In most, if not all, perjury cases where the defendant is charged with swearing falsely with respect to his state of mind there will be an irreconcilable conflict between the substantive perjury statutes and the corroboration statute. Given the clear discourse in Buckley, a case explicitly recognized by the drafters of the new criminal code as consistent with the present corroboration statute, Oregon Criminal Code of 1971, Commentary at 92 (1975), we must resolve the conflict in favor of a strict construction of the corroboration statute.

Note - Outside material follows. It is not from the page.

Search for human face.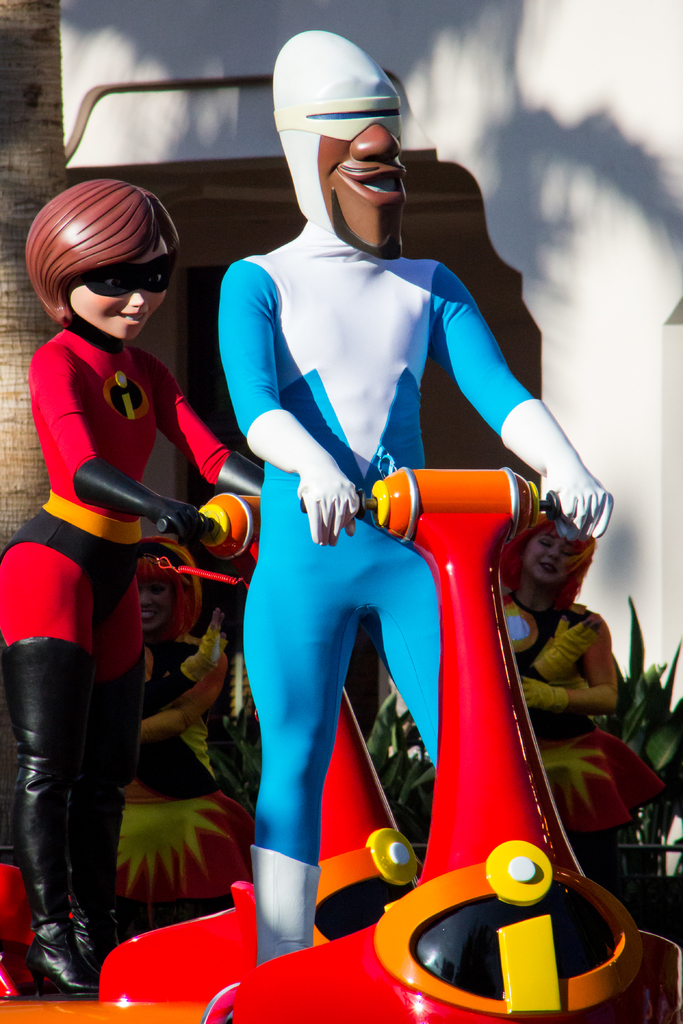
Found at 317 125 411 266.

The state’s evidence, therefore, was not sufficient to get it to the jury, and the court erred in denying defendant’s motion for judgment of acquittal. The state’s contention that Etcher is "one witness” whose testimony is corroborated by defendant’s contradictory statements is unpersuasive. Etcher’s testimony that he had been siphoning gas with defendant is not affirmative proof of the main fact in issue — whether defendant remembered during Etcher’s trial who was present when the gas was being siphoned.
Reversed.
New York Penal Law, § 210.20 (McKinney 1975) provides:
"Where a person has made two statements under oath which are inconsistent to the degree that one of them is necessarily false, where the circumstances are such that each statement, if false, is perjuriously so, and where each statement was made within the jurisdiction of this *782state and within the period of the statute of limitations for the crime charged, the inability of the people to establish specifically which of the two statements is the false one does not preclude a prosecution for perjury, and such prosecution may be conducted as follows:
"1. The indictment or information may set forth the two statements and, without designating either, charge that one of them is false and perjuriously made.
"2. The falsity of one or the other of the two statements may be established by proof or a showing of their irreconcilable inconsistency.
"3. The highest degree of perjury of which the defendant may be convicted is determined by hypothetically assuming each statement to be false and perjurious. If under such circumstances perjury of the same degree would be established by the making of each statement, the defendant may be convicted tf that degree at most. If perjury of different degrees would be established by the making of the two statements, the defendánt may be convicted of the lesser degree at most.”
Accord, Model Penal Code, § 241.1(5) (1962). There is no similar Oregon statute to help resolve the problem.